Mild
The Chair Across the Room
489 words · 3 min read
The chair was exactly where she had put it. She had moved it herself, two feet back from the foot of the bed, angled just slightly toward the lamp, and she had said: stay there. He had nodded and sat down and he had not moved since. That was the thing about him. He did what she asked.
The rain was steady against the window glass — not loud, but present, the kind of sound that made the room feel sealed. The lamp threw its low amber circle across the bed, and she was at the center of it, and she was aware of her own skin in a way that was almost uncomfortable. The air in the room had a temperature. She felt it across her collarbone, across the soft inside of her arms, in the small hollow below her sternum. She had been naked in front of him before. This was different. This was chosen and deliberate and she had made him sit in the chair and she had not yet done anything.
The dildo was beside her on the bed. Silicone, matte, a particular weight she knew the way she knew her own hands. She had used it for months in the dark, alone, with her face turned away from nothing. She had thought about this — about him in the chair, about the lamp, about the rain — and the thinking had been its own kind of wanting, separate from the object itself. Now the object was here and he was here and she was the one who had arranged all of it, and her stomach contracted once, sharply, at the realization that there was nothing left to arrange.
She looked at him. He was watching her face, not her body, which was somehow worse — more intimate — and she felt the look travel from her chest down to her thighs, which were still pressed together, the muscles holding a tension she hadn't consciously asked them to hold. She let herself feel the pressure of that. Thighs against each other, the slight heat of her own skin.
Her right hand moved to rest on her stomach, just below her navel. Not moving lower. Not yet. Her left hand was flat against the sheet beside her hip, fingers spread.
She inhaled. The exhale came out uneven, longer at the end than she had planned, and the sound of it — small, involuntary — arrived in the room between them. She watched his hands tighten on the arms of the chair. He did not move.
Her right hand drifted lower. She felt the first brush of her own fingers before they reached where she meant to go, and she stopped there — hovering, the warmth of her own body rising up to meet her palm before contact — aware of the rain, the lamp, the specific weight of his attention from the chair across the room.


▶ **About this task**
Within the records, which lines hold the string "peak"? Report each one by copying it.

▶ **Exercise input**
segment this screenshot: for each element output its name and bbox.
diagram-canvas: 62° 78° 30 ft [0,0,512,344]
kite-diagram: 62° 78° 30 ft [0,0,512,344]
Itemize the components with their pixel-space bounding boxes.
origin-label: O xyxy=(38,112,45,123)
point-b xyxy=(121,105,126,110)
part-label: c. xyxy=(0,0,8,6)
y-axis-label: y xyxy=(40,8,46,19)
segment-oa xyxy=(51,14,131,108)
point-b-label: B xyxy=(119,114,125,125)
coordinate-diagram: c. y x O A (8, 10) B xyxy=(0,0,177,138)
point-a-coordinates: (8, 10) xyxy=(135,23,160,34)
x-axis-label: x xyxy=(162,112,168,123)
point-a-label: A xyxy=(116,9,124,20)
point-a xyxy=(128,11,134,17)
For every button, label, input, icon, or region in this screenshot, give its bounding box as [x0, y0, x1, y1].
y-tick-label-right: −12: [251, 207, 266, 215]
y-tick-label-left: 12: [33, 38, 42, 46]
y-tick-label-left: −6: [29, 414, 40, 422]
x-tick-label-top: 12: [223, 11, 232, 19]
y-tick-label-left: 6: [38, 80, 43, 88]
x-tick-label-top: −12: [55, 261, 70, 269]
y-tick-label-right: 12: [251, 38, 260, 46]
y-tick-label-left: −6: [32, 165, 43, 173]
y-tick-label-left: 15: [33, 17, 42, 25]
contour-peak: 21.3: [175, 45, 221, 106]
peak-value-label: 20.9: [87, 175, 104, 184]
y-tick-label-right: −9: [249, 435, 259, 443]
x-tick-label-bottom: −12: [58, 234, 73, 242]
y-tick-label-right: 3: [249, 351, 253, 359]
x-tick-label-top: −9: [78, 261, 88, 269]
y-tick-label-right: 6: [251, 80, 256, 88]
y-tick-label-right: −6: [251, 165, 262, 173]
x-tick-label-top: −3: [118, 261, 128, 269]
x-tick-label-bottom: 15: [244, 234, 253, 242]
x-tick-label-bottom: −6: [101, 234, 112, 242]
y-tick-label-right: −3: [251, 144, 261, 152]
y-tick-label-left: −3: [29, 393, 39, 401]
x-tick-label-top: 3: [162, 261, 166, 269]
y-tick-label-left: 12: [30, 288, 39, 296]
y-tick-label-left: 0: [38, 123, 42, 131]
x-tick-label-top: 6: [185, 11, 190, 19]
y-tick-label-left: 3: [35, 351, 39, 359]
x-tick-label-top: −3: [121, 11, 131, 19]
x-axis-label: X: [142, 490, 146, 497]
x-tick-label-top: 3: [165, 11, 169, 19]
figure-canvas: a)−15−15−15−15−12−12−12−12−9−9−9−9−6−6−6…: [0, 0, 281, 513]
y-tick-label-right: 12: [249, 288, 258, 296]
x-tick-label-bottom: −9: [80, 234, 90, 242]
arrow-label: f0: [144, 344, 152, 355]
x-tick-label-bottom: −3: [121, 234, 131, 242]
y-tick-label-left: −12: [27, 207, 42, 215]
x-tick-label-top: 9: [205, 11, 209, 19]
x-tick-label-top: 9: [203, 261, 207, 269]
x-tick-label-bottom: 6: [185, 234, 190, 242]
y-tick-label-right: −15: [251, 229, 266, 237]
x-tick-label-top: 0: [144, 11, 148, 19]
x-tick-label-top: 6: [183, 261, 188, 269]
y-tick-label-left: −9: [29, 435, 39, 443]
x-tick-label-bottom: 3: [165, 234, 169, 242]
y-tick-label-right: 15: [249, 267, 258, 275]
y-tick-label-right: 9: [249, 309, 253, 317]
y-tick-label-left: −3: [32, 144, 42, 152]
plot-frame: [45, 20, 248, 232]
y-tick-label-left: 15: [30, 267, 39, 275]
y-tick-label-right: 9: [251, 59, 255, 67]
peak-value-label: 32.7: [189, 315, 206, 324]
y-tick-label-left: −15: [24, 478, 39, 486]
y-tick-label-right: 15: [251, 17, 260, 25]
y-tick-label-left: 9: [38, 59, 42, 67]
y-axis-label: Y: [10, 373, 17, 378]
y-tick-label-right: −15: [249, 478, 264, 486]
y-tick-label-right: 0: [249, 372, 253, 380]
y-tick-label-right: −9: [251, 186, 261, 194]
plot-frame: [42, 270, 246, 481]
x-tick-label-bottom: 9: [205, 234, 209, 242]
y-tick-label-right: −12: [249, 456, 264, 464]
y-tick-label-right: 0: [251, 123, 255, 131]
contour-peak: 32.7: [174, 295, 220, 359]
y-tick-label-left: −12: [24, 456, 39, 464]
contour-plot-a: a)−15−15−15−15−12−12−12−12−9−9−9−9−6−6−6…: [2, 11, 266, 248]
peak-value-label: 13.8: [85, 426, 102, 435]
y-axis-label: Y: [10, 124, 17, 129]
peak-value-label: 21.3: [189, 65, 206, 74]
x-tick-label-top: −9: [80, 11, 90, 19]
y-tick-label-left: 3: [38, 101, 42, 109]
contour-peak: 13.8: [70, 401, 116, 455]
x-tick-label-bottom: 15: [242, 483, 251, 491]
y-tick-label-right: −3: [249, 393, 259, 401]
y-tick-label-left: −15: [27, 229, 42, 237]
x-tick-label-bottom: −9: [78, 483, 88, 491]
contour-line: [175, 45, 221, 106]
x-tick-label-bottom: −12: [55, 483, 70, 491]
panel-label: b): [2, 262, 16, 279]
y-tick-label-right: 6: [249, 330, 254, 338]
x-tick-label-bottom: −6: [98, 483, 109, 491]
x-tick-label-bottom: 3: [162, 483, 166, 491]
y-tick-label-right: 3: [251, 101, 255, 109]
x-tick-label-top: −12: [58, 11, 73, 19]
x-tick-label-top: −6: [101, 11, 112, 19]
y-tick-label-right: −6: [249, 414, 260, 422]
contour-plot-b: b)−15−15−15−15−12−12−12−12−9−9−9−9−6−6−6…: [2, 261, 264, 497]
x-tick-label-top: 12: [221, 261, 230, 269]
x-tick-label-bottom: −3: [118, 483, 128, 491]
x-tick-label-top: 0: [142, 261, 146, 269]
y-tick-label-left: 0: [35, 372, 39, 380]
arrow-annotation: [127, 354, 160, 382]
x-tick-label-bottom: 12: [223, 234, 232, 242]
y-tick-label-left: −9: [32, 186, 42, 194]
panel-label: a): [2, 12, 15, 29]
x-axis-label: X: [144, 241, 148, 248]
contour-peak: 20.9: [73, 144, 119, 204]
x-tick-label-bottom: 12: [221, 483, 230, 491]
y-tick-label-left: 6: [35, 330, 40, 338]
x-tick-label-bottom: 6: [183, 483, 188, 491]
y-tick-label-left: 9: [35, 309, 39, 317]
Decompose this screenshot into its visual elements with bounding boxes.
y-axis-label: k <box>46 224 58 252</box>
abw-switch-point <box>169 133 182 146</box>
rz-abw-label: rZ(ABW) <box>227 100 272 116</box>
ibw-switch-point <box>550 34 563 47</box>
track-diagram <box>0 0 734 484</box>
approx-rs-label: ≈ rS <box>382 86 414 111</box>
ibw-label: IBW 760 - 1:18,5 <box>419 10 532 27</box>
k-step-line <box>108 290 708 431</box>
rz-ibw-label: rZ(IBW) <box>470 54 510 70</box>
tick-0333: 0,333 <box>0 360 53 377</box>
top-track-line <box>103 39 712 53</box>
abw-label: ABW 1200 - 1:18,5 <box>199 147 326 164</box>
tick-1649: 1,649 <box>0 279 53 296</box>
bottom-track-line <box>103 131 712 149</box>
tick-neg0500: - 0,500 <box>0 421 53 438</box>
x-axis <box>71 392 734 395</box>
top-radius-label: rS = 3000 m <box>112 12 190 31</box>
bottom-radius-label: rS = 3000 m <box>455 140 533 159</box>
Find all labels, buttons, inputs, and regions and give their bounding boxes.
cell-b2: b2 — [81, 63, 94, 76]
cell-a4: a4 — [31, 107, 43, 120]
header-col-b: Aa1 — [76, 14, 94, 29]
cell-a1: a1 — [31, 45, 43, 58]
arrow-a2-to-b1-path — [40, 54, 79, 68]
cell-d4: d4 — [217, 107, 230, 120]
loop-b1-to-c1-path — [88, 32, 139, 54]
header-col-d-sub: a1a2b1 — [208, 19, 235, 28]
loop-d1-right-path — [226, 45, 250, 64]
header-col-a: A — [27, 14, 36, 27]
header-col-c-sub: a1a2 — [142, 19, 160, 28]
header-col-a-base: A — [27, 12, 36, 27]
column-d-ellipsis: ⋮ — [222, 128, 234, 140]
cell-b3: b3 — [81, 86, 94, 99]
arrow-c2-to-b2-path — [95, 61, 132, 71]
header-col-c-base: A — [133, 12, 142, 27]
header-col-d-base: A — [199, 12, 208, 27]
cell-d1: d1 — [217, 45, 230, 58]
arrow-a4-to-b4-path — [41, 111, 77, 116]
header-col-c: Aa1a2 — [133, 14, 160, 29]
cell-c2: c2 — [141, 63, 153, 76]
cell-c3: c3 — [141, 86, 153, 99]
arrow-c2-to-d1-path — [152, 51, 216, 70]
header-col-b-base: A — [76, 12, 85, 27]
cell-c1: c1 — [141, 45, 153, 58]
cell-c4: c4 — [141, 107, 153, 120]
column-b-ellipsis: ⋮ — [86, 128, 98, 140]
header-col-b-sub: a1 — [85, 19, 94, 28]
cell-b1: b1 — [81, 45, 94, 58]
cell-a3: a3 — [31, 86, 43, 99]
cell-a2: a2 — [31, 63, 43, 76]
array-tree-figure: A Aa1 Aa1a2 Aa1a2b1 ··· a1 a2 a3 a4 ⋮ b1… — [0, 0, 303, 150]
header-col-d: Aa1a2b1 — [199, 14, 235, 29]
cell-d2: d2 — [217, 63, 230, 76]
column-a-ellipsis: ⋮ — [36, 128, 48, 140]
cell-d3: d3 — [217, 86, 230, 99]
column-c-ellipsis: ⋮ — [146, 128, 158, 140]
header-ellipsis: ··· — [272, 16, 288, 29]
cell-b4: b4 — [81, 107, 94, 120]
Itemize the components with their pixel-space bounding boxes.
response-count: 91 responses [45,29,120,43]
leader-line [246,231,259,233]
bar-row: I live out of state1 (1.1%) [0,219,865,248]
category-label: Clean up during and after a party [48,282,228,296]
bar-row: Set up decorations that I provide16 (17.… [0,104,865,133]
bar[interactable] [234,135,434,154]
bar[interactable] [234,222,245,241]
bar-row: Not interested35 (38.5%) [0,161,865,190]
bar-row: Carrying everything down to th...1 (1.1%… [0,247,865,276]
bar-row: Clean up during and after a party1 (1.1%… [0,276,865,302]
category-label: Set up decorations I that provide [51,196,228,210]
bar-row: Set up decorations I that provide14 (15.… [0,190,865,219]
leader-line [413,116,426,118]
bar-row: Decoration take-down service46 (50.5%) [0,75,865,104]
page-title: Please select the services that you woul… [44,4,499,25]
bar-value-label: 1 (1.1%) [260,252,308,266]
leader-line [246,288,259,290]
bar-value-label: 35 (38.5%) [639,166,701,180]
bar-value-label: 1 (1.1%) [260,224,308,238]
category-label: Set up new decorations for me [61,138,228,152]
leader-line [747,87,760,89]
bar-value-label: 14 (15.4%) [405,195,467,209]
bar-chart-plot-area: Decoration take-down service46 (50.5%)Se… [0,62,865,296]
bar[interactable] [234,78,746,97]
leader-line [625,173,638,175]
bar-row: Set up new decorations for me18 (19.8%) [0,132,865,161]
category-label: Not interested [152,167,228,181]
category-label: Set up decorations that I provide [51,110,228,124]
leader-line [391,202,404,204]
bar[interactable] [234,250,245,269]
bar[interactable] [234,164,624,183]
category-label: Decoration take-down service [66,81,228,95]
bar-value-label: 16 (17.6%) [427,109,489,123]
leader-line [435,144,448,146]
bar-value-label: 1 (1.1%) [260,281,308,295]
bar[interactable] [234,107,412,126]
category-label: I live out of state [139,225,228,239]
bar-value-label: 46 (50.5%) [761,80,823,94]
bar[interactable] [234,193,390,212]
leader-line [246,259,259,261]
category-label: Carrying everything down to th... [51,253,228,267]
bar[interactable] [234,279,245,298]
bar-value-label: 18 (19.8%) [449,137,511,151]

▶ **Result for this exercise**
contour-peak: 21.3: [175, 45, 221, 106]
peak-value-label: 20.9: [87, 175, 104, 184]
peak-value-label: 32.7: [189, 315, 206, 324]
contour-peak: 32.7: [174, 295, 220, 359]
peak-value-label: 13.8: [85, 426, 102, 435]
peak-value-label: 21.3: [189, 65, 206, 74]
contour-peak: 13.8: [70, 401, 116, 455]
contour-peak: 20.9: [73, 144, 119, 204]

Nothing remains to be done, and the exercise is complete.